Health unions will not submit joint evidence to the NHS pay review body on the raise staff should get in 2023-24, in a move that threatens the system by which most payments for health services are decided .
Unions representing more than 1 million National Health Service The staff announced Wednesday that they would not share their views on what next year’s increase should be while the dispute over this year’s increase was ongoing.
Health secretary Steve Barclay’s refusal to increase his pay offer of £1,400 a head to health services staff for 2022-23 had made it “impossible” to start talking about next year’s deal, they said.
The unions’ move is a further escalation of their bitter dispute with the government over wages, which prompted ambulance staff in England and Wales to organize their second strike on Wednesday.
The 14 unions want to have direct talks with ministers about pay for this year and next, rather than submit joint evidence on their behalf to the NHS’s Pay Review Body (PRB), an advisory body that then recommends to the government which is the size of the annual increase should be.
His withdrawal from next year’s salary decision process comes amid rise in union anger on the role of the wage review body and the fact that the government chooses its eight members and sets a ceiling on the increase it can recommend.
Barclay has repeatedly insisted for weeks that he cannot offer NHS staff more than the £1,400 the pay review body recommended for 2022 and 2023, even though double-digit inflation has soared since he proposed that sum. , partly as a result of the Russian invasion of the Ukraine. .
“The wage review body process does not fit the current context,” said Sara Gorton, Unison’s director of health and chair of the NHS group representing the 14 unions.
“The NHS staffing crisis is so acute that only swift action on pay, both for this financial year and next, can start to turn things around.”
The 14 unions represent nurses, ambulance staff, midwives, physiotherapists, porters and other NHS staff, all except doctors and dentists, whose pay is reviewed by a separate pay review body.
Some unions say the wage review body is no longer fit for purpose and should be scrapped.
“The NHS payment review body is past its expiration date. It is no longer independent of the government and has no powers to make major decisions about wages. So what’s the point of this?” said Sharon Graham, general secretary of the Unite union.
“The fact is that the NHS PRB has presided over over a decade of real pay cuts for almost all NHS staff. It has been a red herring that has allowed the government to bring the NHS to the point of collapse.”
Unite added: “Years of this [NHS pay review] They are responsible for the pay crisis engulfing the NHS and the consequent exodus of staff that has followed.” The NHS in England has around 133,000 vacancies for doctors, nurses and other staff, official figures show.
Paul Nowak, general secretary of the TUC, said last month that the eight public sector wage review bodies they were “in danger of being discredited” by their refusal to recommend increases more in line with rampant inflation and thereby inflicting real-term wage cuts on workers.
Barclay has already told the PRB that the biggest increase the NHS in England can afford to give staff next year is 2%, although a 1% contingency may make that 3%.
However, some healthcare unions can still individually submit evidence to the PRB about the raise they think frontline staff should get in 2023-24. If so, that may lessen the impact of Wednesday’s decision.
A spokesman for the Department of Health and Social Care said: “Wage review bodies are independent and consider a range of evidence to make their recommendations, including from unions, the NHS and the government.
“The Health and Social Care secretary has made it clear that he wants to have an honest conversation with unions about what is affordable for the 2023-24 wage deal in the current economic context.”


:: Goal of the exercise ::
Please return exactly the lines below that run from the line with "Find the location of a" through the end of the listing, both included, but not the pictures.
+++
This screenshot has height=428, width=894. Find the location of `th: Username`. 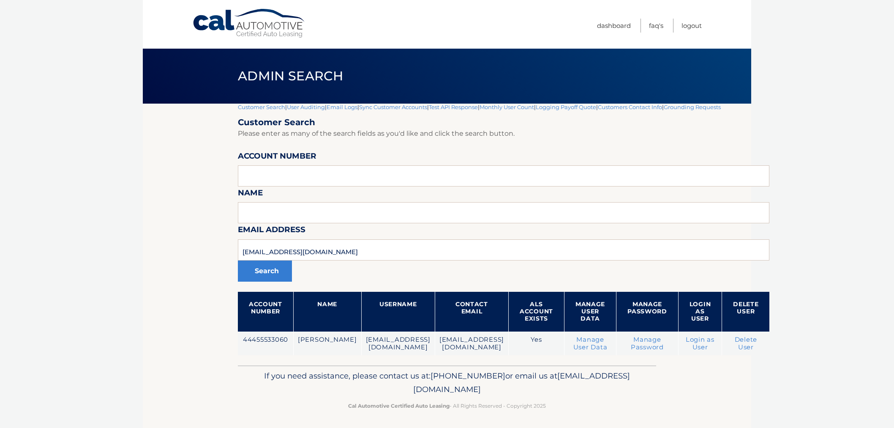

th: Username is located at coordinates (398, 311).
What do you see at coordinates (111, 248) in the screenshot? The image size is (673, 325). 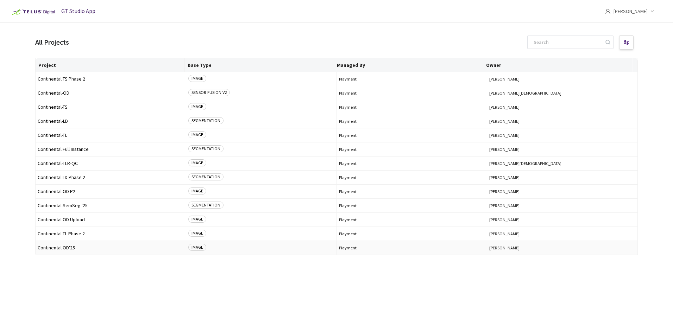 I see `span: Continental OD'25` at bounding box center [111, 248].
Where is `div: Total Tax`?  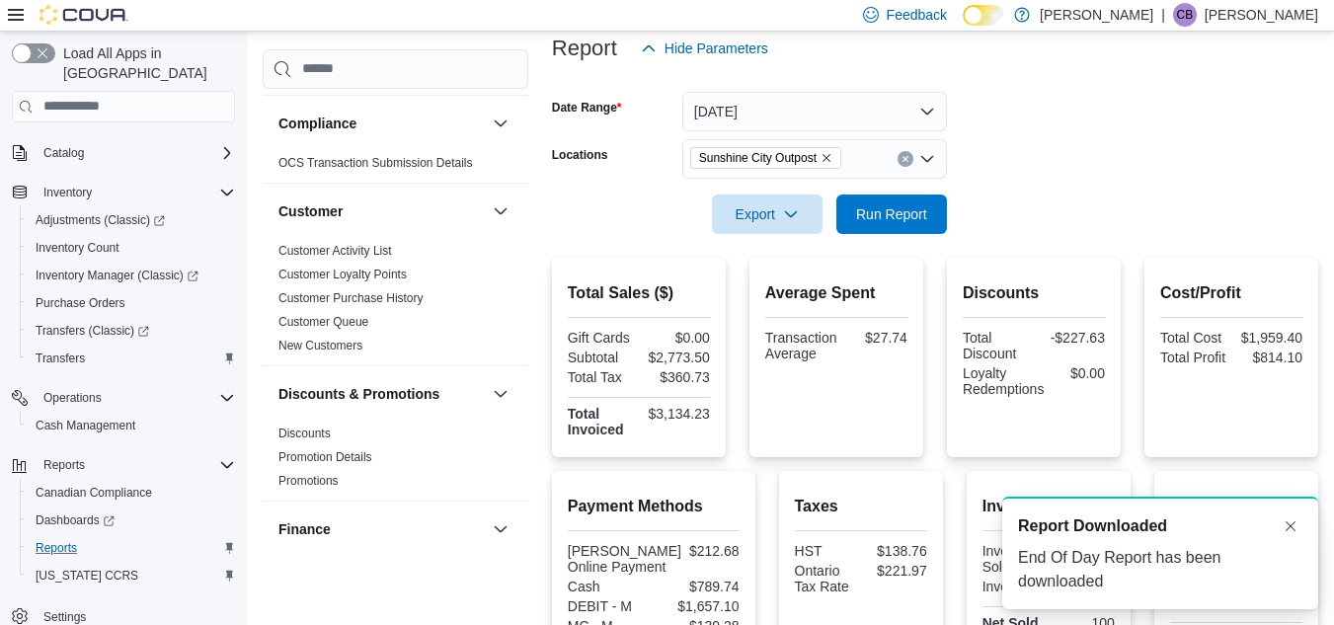
div: Total Tax is located at coordinates (601, 377).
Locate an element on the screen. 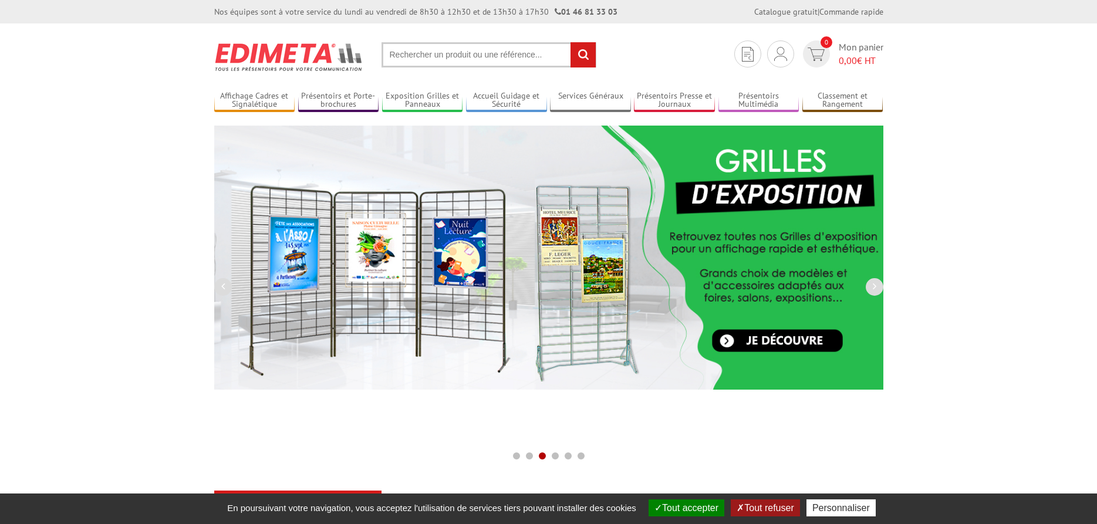 This screenshot has width=1097, height=524. a: Exposition Grilles et Panneaux is located at coordinates (423, 100).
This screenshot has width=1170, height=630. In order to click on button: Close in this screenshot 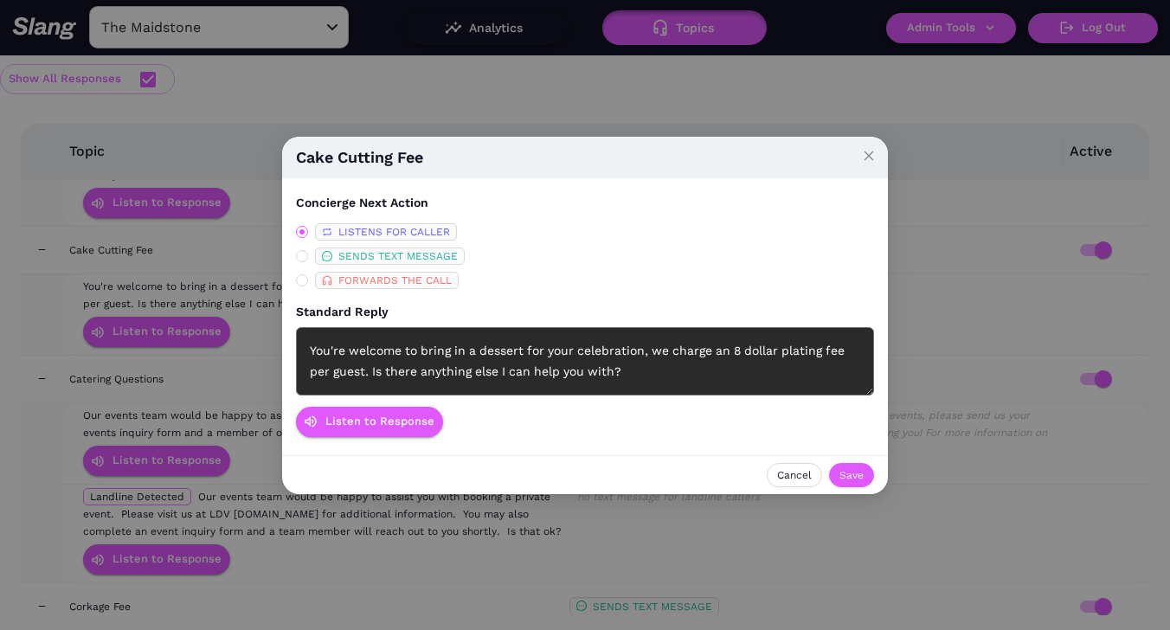, I will do `click(869, 156)`.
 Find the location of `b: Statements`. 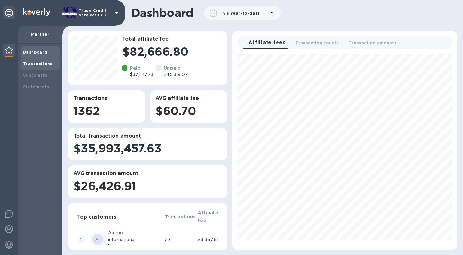

b: Statements is located at coordinates (36, 87).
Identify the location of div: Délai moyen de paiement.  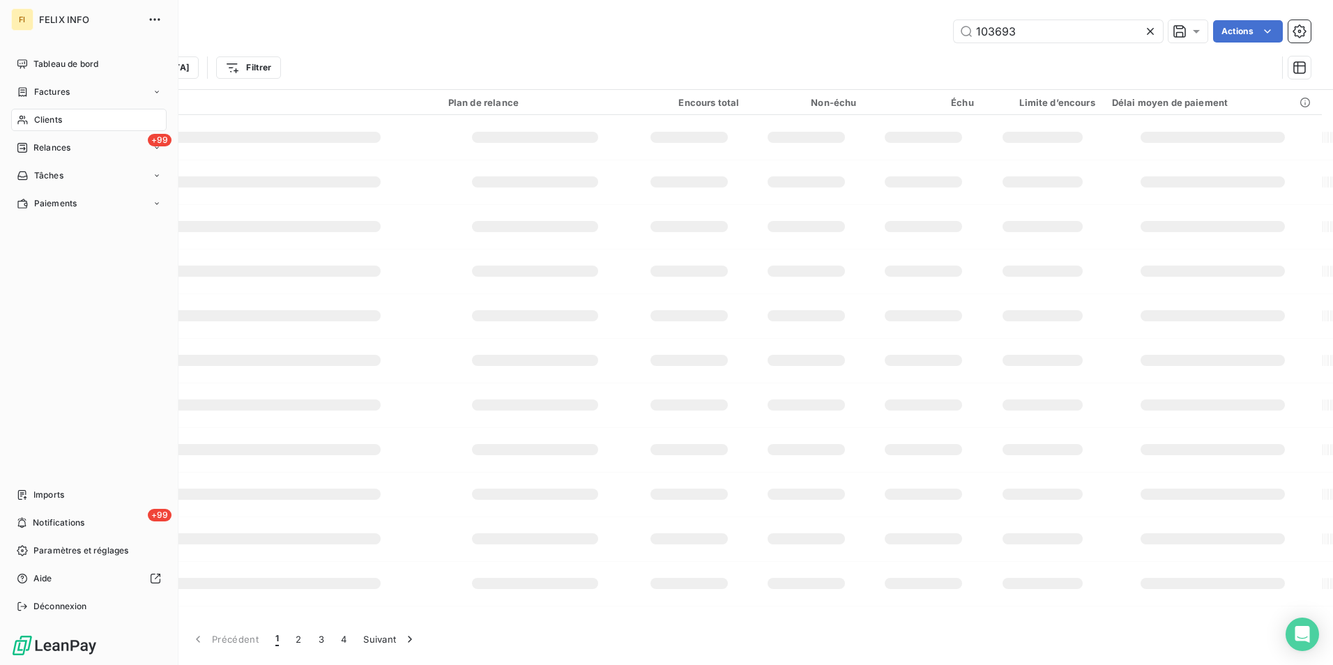
(1213, 103).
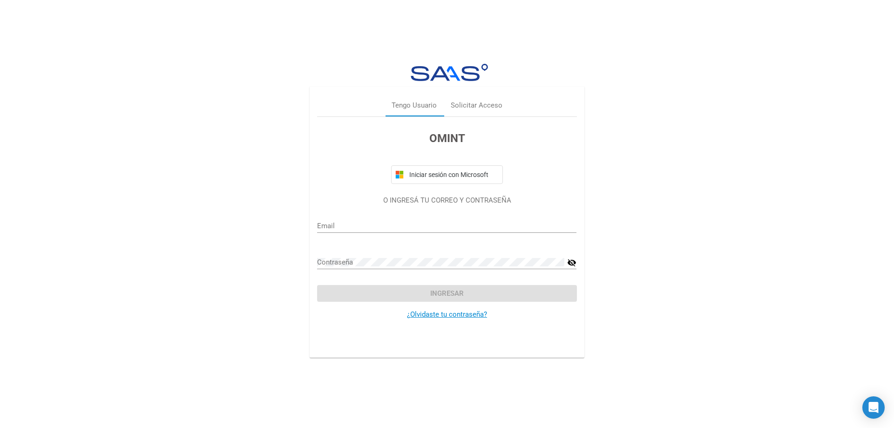  Describe the element at coordinates (447, 175) in the screenshot. I see `button: Iniciar sesión con Microsoft` at that location.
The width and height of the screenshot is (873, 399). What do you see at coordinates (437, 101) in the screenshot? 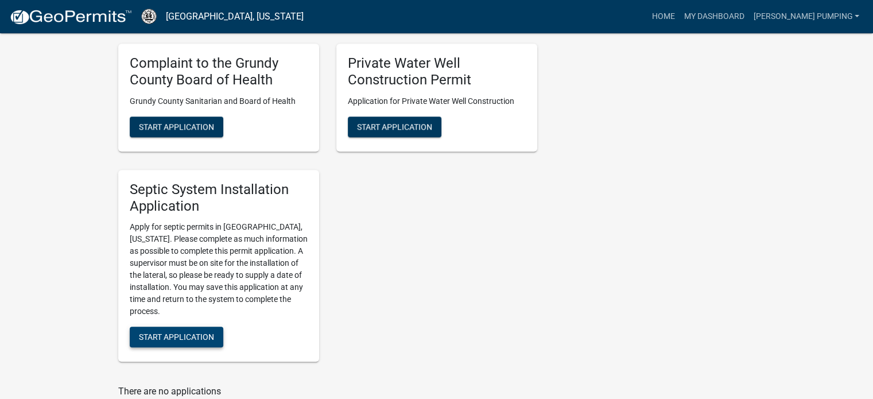
I see `p: Application for Private Water Well Construction` at bounding box center [437, 101].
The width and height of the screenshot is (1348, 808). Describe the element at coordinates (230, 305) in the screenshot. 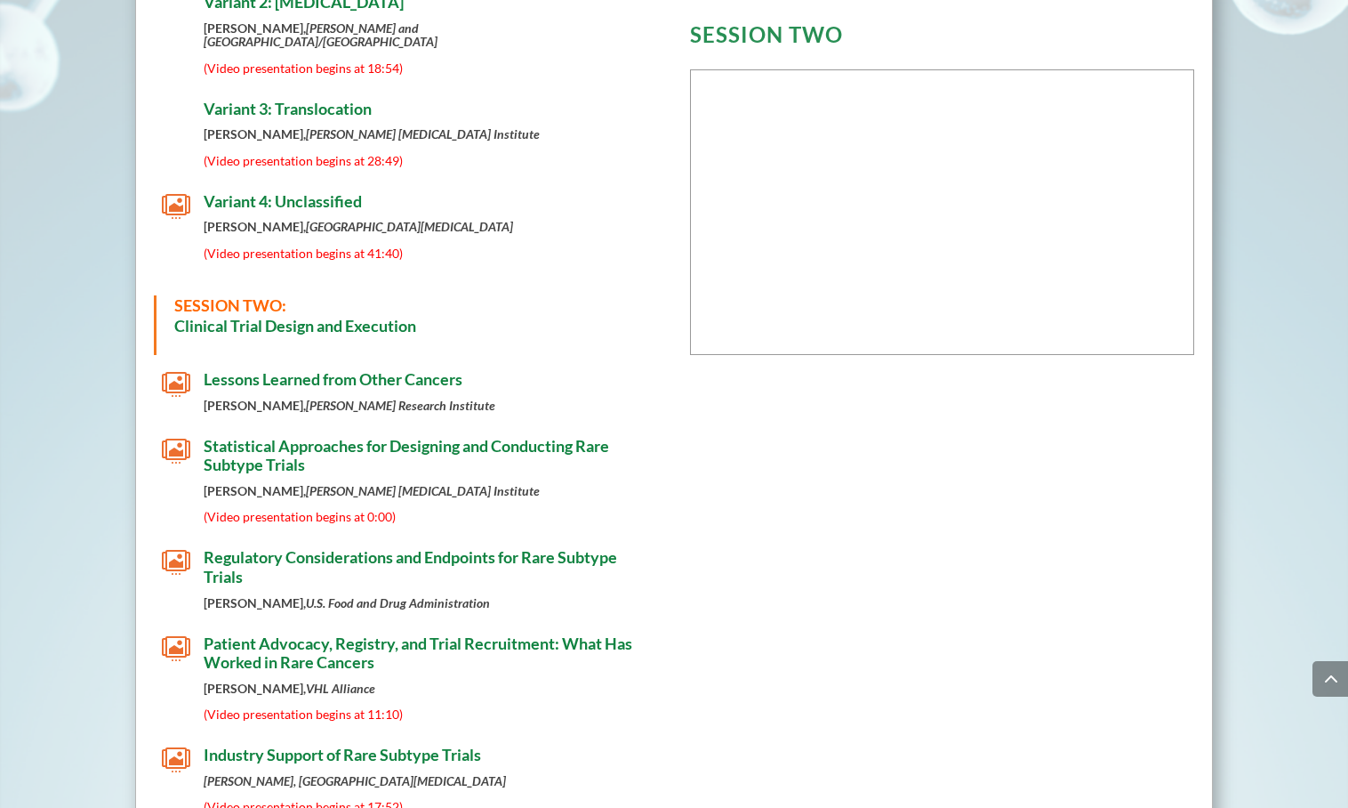

I see `span: SESSION TWO:` at that location.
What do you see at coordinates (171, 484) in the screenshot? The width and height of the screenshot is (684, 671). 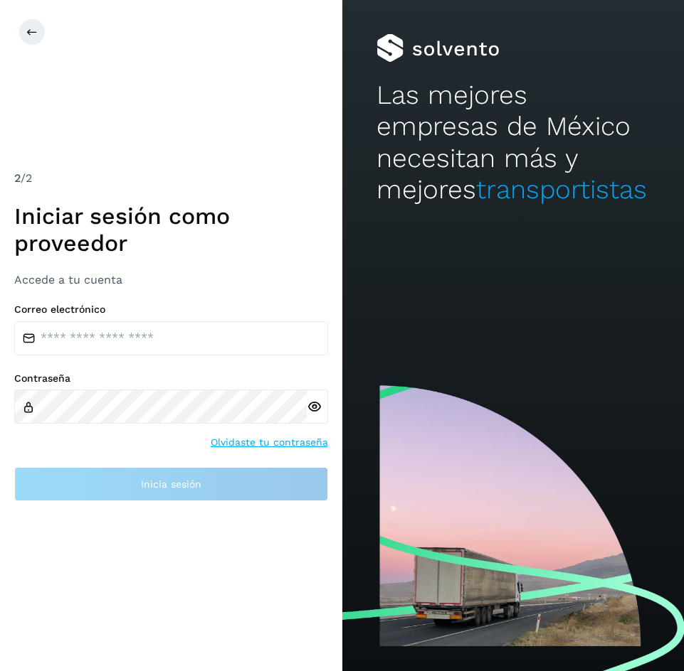 I see `span: Inicia sesión` at bounding box center [171, 484].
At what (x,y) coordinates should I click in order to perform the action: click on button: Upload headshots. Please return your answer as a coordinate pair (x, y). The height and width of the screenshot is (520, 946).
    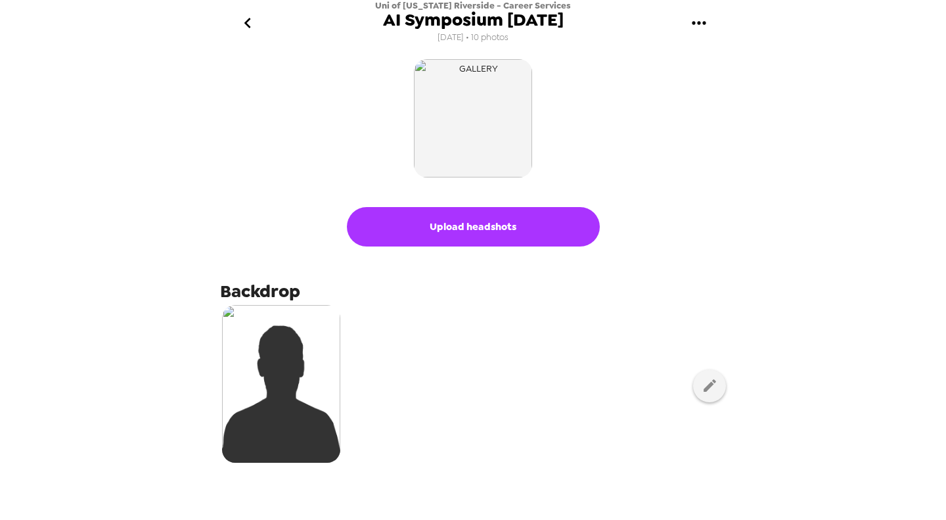
    Looking at the image, I should click on (473, 227).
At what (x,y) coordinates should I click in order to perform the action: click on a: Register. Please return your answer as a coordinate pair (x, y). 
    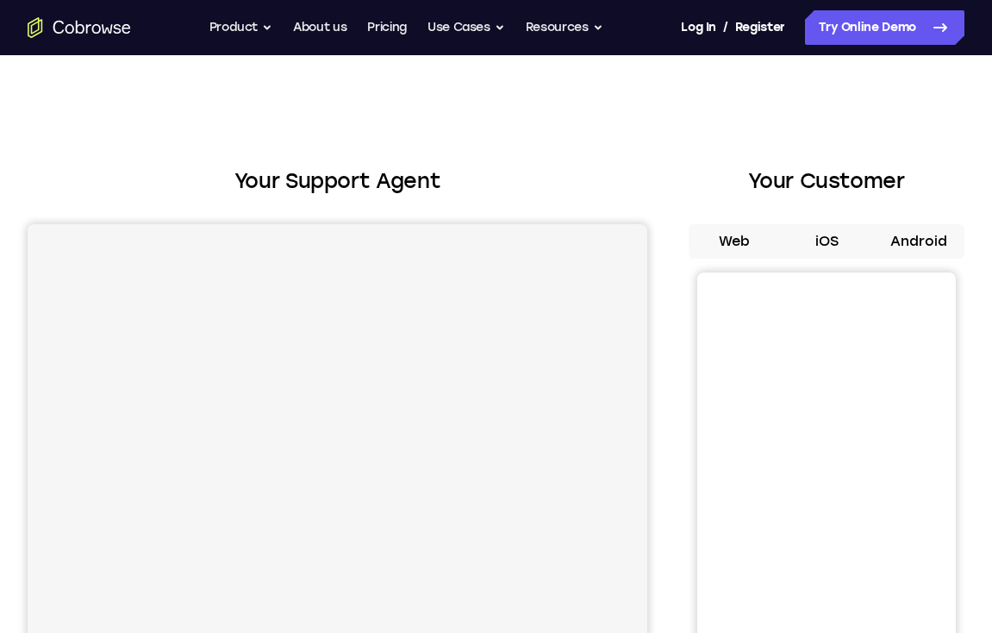
    Looking at the image, I should click on (761, 28).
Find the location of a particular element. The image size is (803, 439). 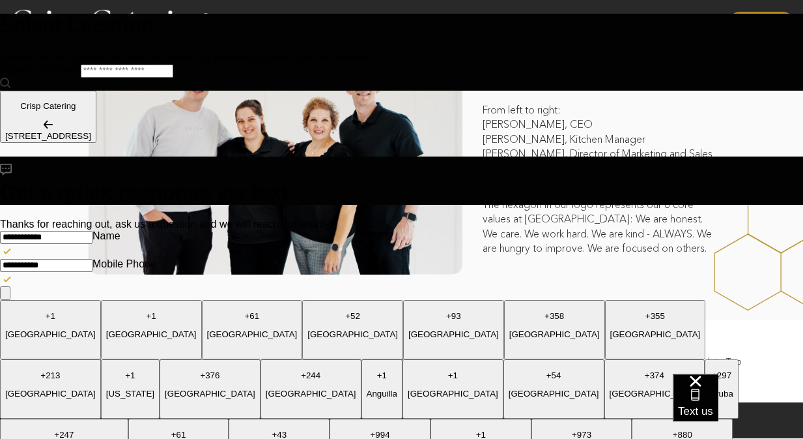

label: Name is located at coordinates (106, 235).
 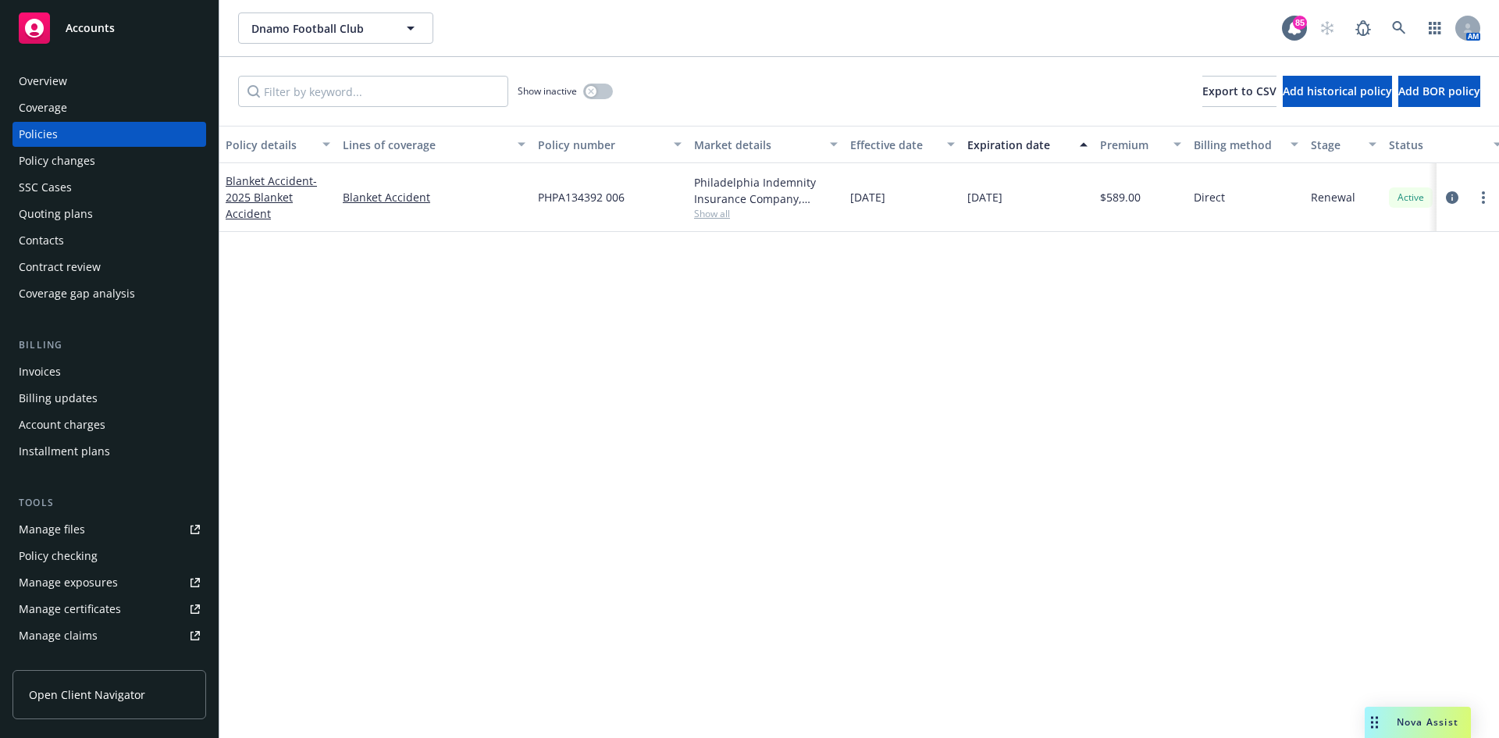 I want to click on div: Policy number, so click(x=601, y=144).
+++
:: Response ::
Find the location of a particular element. The image size is (803, 439). 

label: Name is located at coordinates (106, 235).
  I want to click on div: Policy number, so click(x=601, y=144).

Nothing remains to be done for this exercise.